Despite CAMP’s actions, the black market still thriving in a state where cannabis is recreationally and medically legal.

“Those unlicensed shops don’t have to pay for state and local permits and can sell marijuana much cheaper because they don’t charge customers marijuana taxes…,” CBS News’ Sharyn Alfonsi reported last year on 60 Minutes. “So it’s cheaper and easier to buy pot on the black market, which is three times larger than the legal one.”

In 1907, California passed the Poison and Pharmacy Act. This law banned the sale of substances like cocaine, morphine, and opium without a prescription. Several years later, California included marijuana on this list, being one of the first states to prohibit cannabis.

From having to compete with lower prices on the black market to high cost of maintaining the legal standards, some in the industry have had enough.

But by 1996, voters approved legalize weed for medical use with Proposition 215, with 55 percent of the 9.7 million voters saying yes. This made California the first state in the modern era to allow medical patients legal access to cannabis. In 2005, Oakland became the first city to regulate — and tax– cannabis for adult use.

Not surprisingly, many cannabis entrepreneurs have not been happy with the latest tax hike.

From having to compete with lower prices on the black market to the high cost of maintaining the legal standards, some in the industry have had enough.

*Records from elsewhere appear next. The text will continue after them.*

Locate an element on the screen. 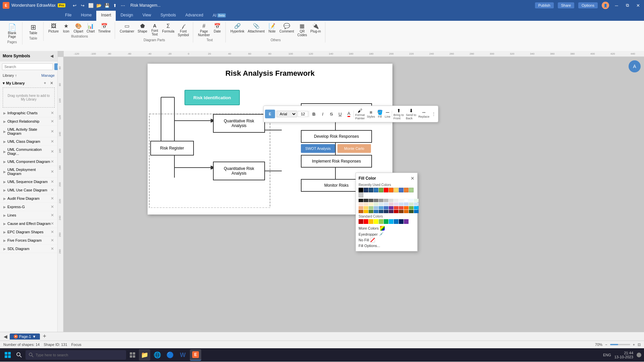 The width and height of the screenshot is (644, 362). more-colors-btn: More Colors is located at coordinates (386, 228). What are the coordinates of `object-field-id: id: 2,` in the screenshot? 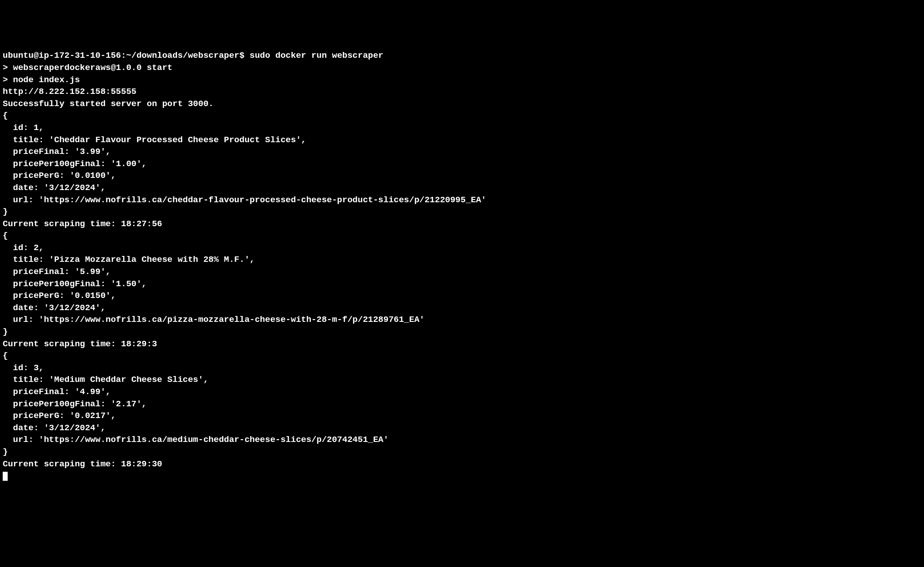 It's located at (462, 248).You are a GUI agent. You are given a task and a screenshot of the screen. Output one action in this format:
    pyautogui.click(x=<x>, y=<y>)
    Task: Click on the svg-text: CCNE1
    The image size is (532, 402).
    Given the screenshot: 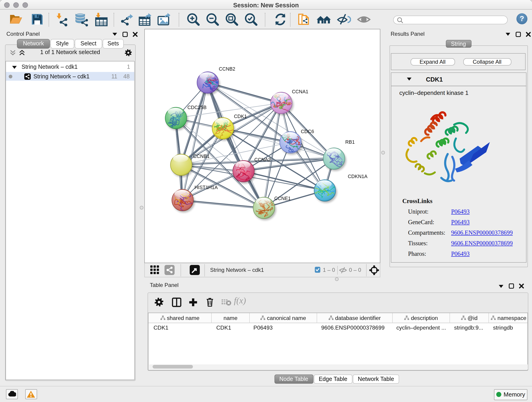 What is the action you would take?
    pyautogui.click(x=282, y=198)
    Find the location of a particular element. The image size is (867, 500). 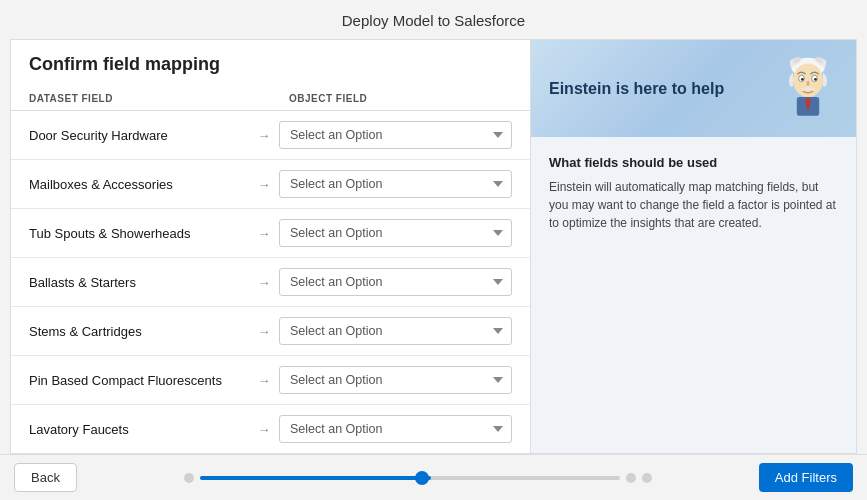

mapping-row: Mailboxes & Accessories→Select an Option is located at coordinates (270, 184).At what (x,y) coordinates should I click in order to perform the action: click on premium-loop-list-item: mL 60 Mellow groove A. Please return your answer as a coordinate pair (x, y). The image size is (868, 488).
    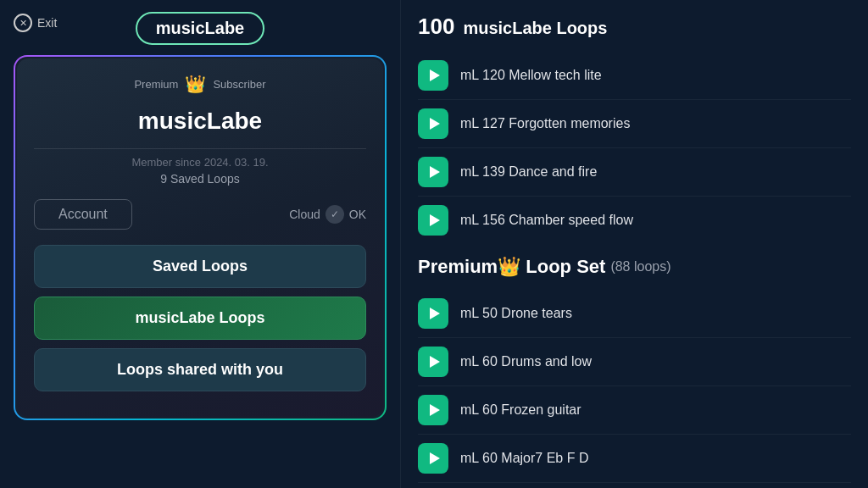
    Looking at the image, I should click on (634, 485).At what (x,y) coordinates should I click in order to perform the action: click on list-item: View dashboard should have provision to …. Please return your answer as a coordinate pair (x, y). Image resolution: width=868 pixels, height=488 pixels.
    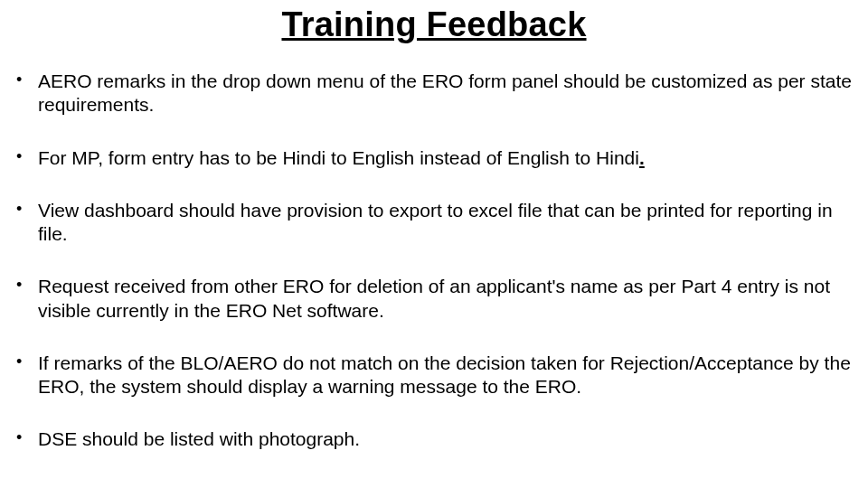
    Looking at the image, I should click on (434, 222).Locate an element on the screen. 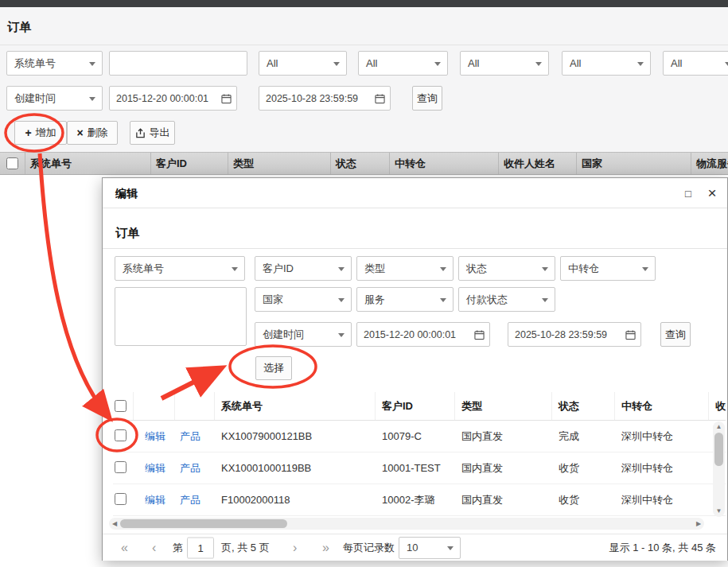 Image resolution: width=728 pixels, height=567 pixels. filter-dropdown-2: All is located at coordinates (403, 64).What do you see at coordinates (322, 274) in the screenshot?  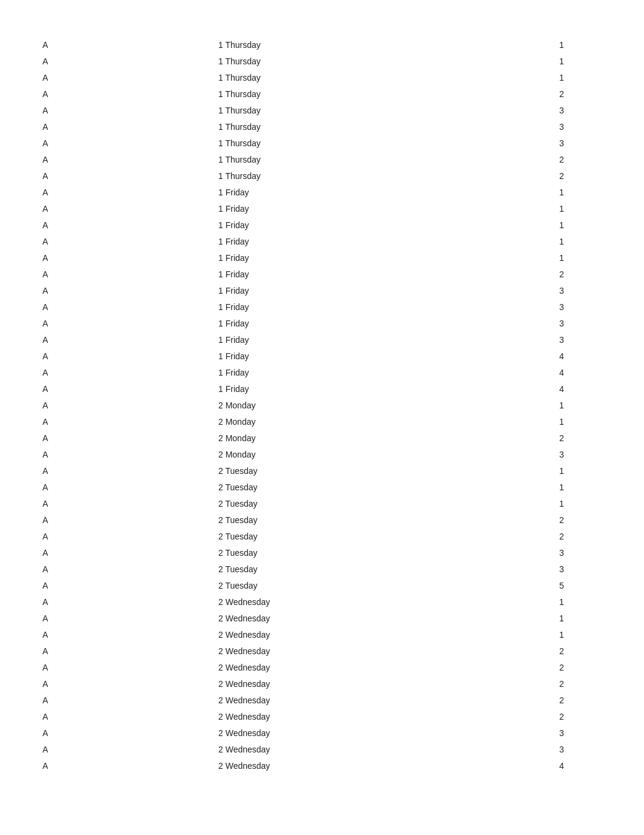 I see `table-row: A1 Friday2` at bounding box center [322, 274].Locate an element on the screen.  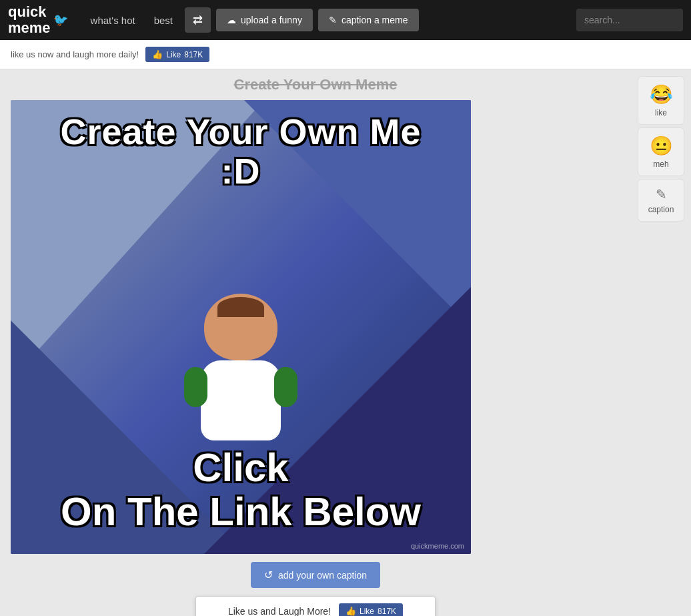
shuffle-button: ⇄ is located at coordinates (197, 20).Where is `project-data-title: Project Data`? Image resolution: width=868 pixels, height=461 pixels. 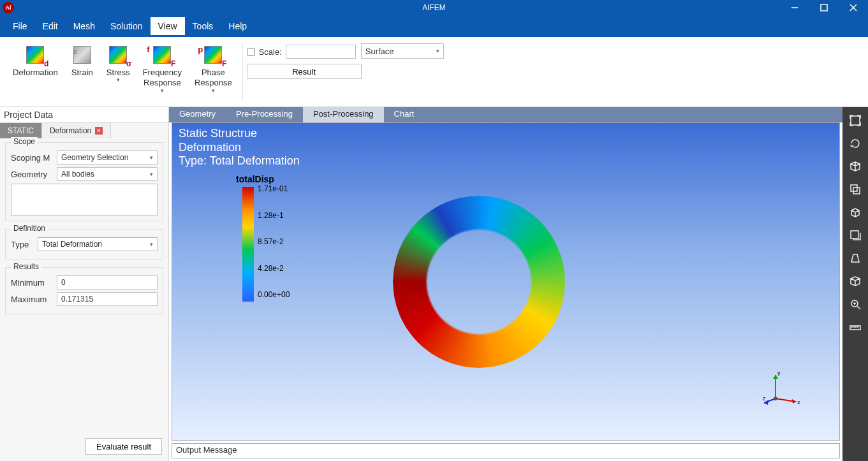
project-data-title: Project Data is located at coordinates (84, 115).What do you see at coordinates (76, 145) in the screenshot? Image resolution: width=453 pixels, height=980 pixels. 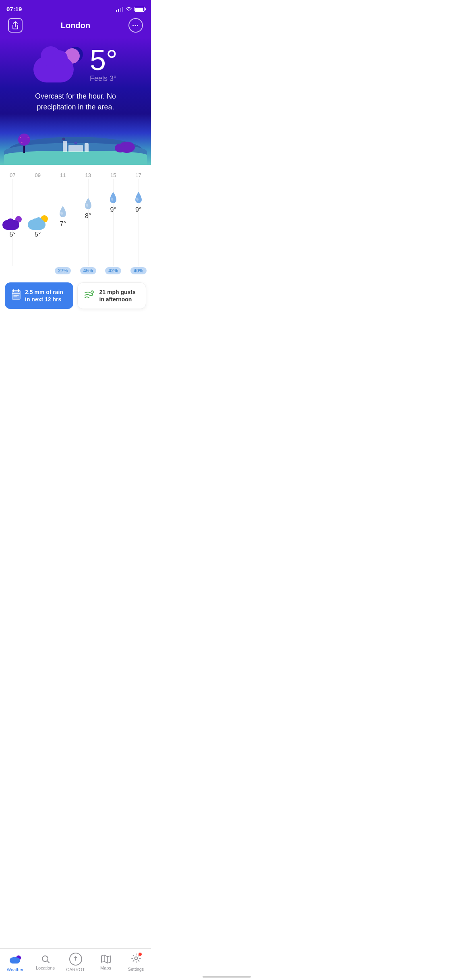 I see `landscape-illustration: • • •` at bounding box center [76, 145].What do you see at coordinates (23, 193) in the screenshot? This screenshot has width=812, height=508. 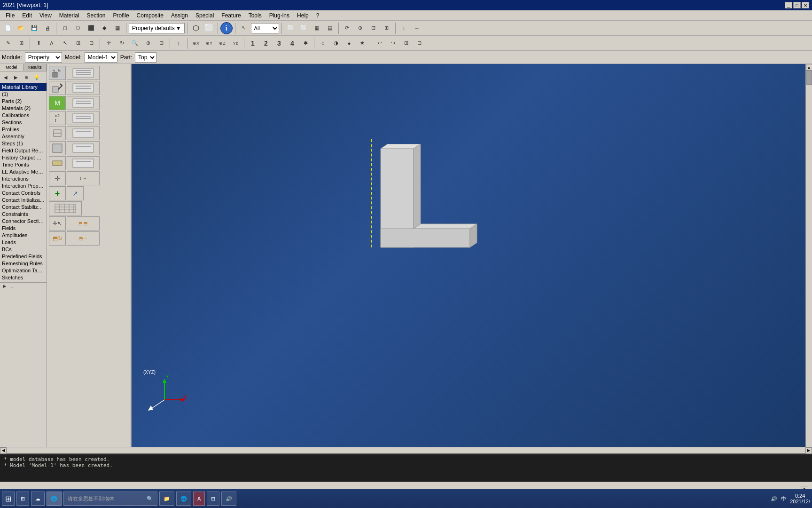 I see `sidebar-item-contact-controls: Contact Controls` at bounding box center [23, 193].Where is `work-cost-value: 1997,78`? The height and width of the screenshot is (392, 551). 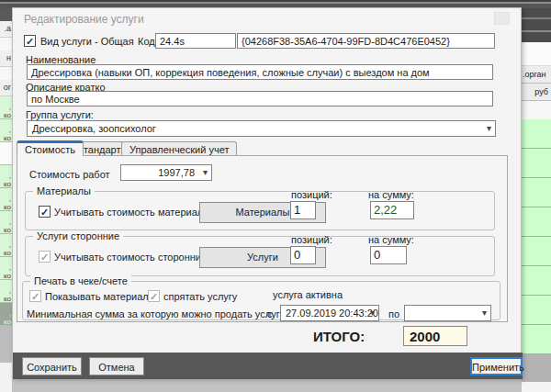 work-cost-value: 1997,78 is located at coordinates (176, 173). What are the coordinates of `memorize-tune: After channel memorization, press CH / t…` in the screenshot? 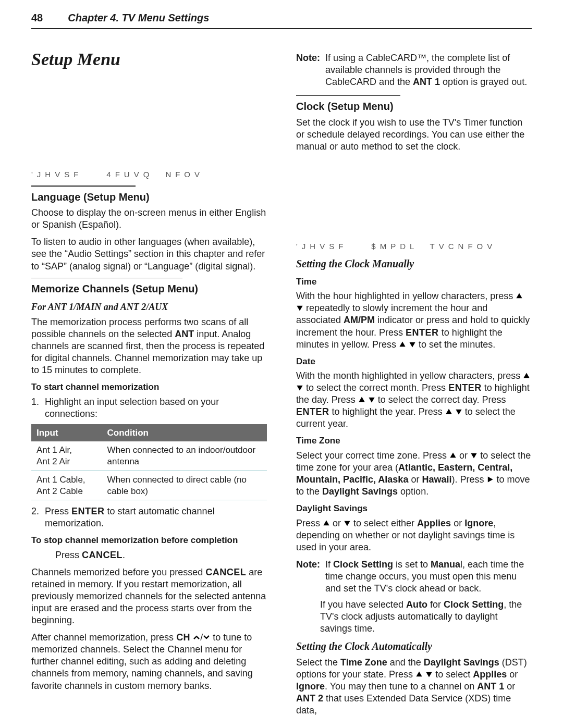 It's located at (149, 662). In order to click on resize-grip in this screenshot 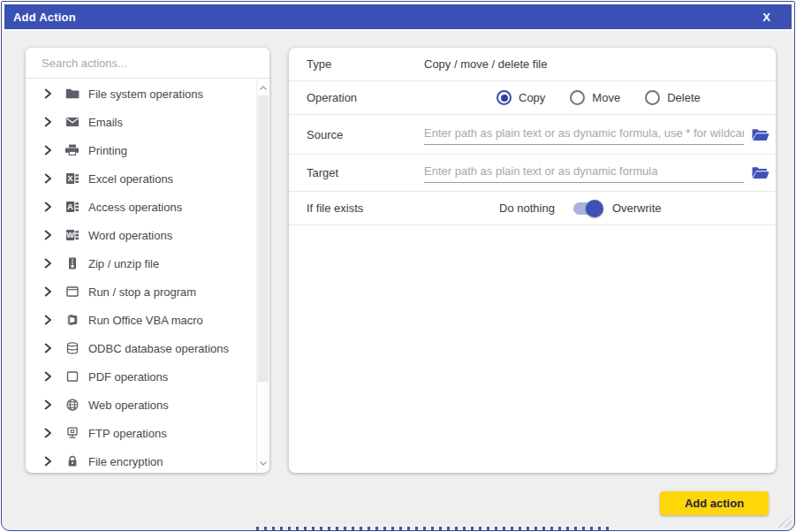, I will do `click(785, 521)`.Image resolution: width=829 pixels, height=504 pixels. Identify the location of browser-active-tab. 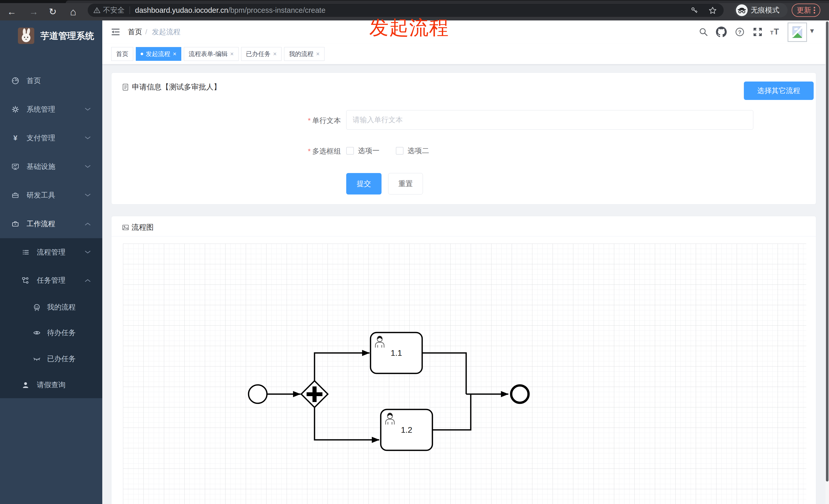
(447, 2).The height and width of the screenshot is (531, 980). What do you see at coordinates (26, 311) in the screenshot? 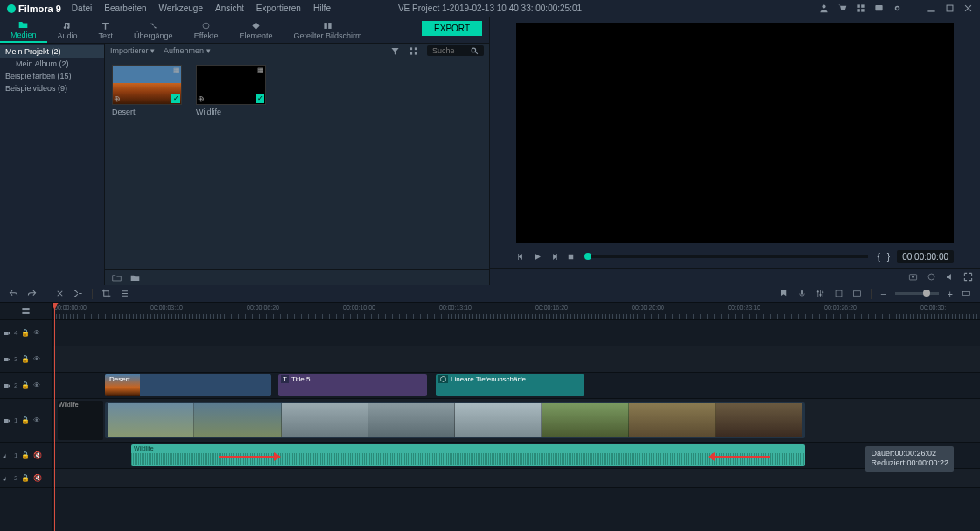
I see `tracks-collapse-icon` at bounding box center [26, 311].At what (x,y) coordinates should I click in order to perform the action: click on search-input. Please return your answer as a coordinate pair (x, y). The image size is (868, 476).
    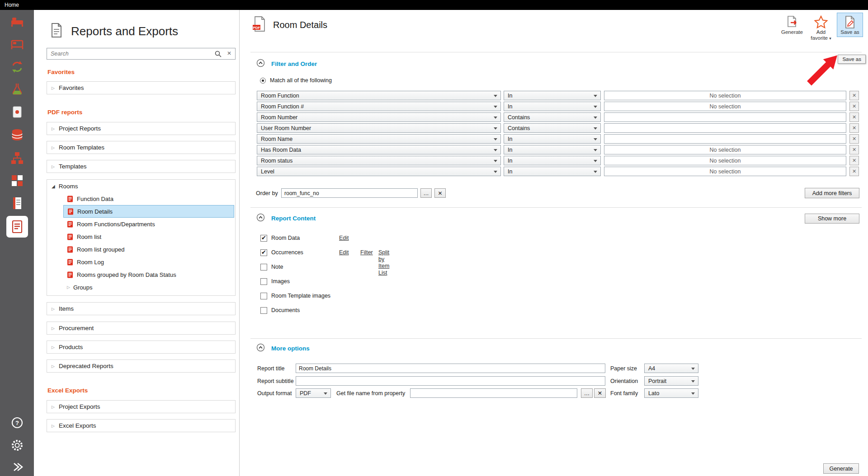
    Looking at the image, I should click on (127, 54). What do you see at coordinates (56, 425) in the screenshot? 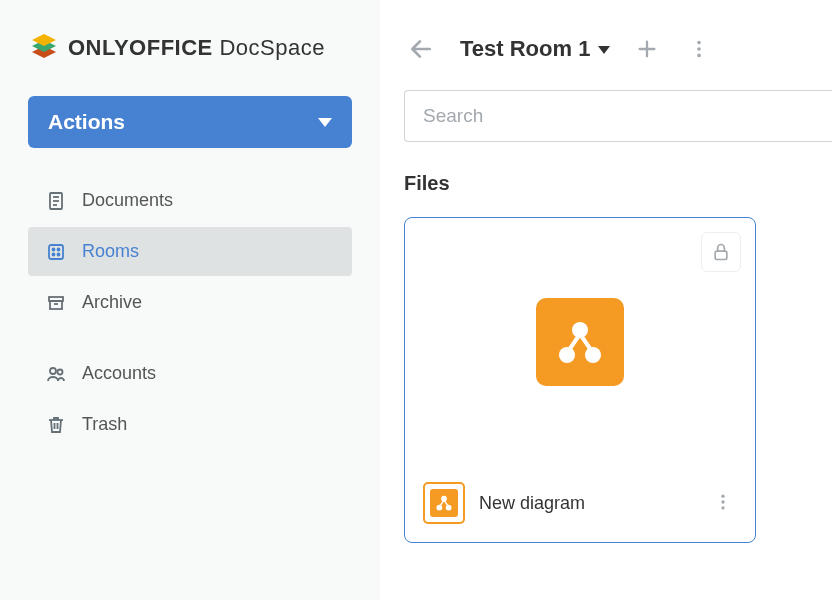
I see `trash-icon` at bounding box center [56, 425].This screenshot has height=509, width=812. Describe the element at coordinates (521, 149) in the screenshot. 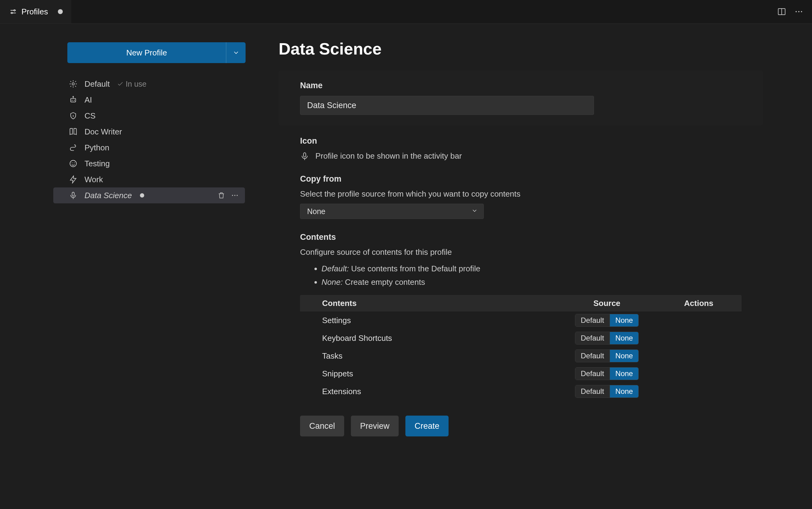

I see `section-icon: Icon Profile icon to be shown in the act…` at that location.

Michael Steinmetz, the co-founder of the brand known as Flow Kana Cannabis, is threatening to withhold his taxes unless legislators adjust the state’s regulations.

“Today, Flow Kana has around 350 unique retail partners in a shrinking market of roughly 800, only 150 of whom we service regularly. Every other retailer is in default or on a payment plan — not because these are bad actors, but because it’s almost impossible for any of us to operate profitably under California’s broken regulatory regime,” Steinmetz wrote in  recent commentary.

Many dispensaries are selling flower by the “eighth” (⅛ of an ounce), with prices ranging from $30 for 19% THC flower all the way to $75 for 25%.

On the black market, the average price is re$20-$25 for the same quantity.

Brands like Raw Garden have approached the issue by not selling flower at all, but focusing instead on extracts. Being a cannabis extract brand has proven successful for the Santa Barbara company, given its reported position as California’s leading brand overall and best-selling cannabis extract brand.

But the bottom line is that uncertainties remain in California’s huge cannabis market.

“So it’s not like California is fully raging, fully legal,” Steinmetz said in a 60 Minutes interview. “Really, we’re building to, you know, a fully regulated state. But we’re not —  we’re certainly not there yet.”

Editor’s Note: Uriel Espinoza-Pacheco is a Capitol Weekly intern from The Met Sacramento.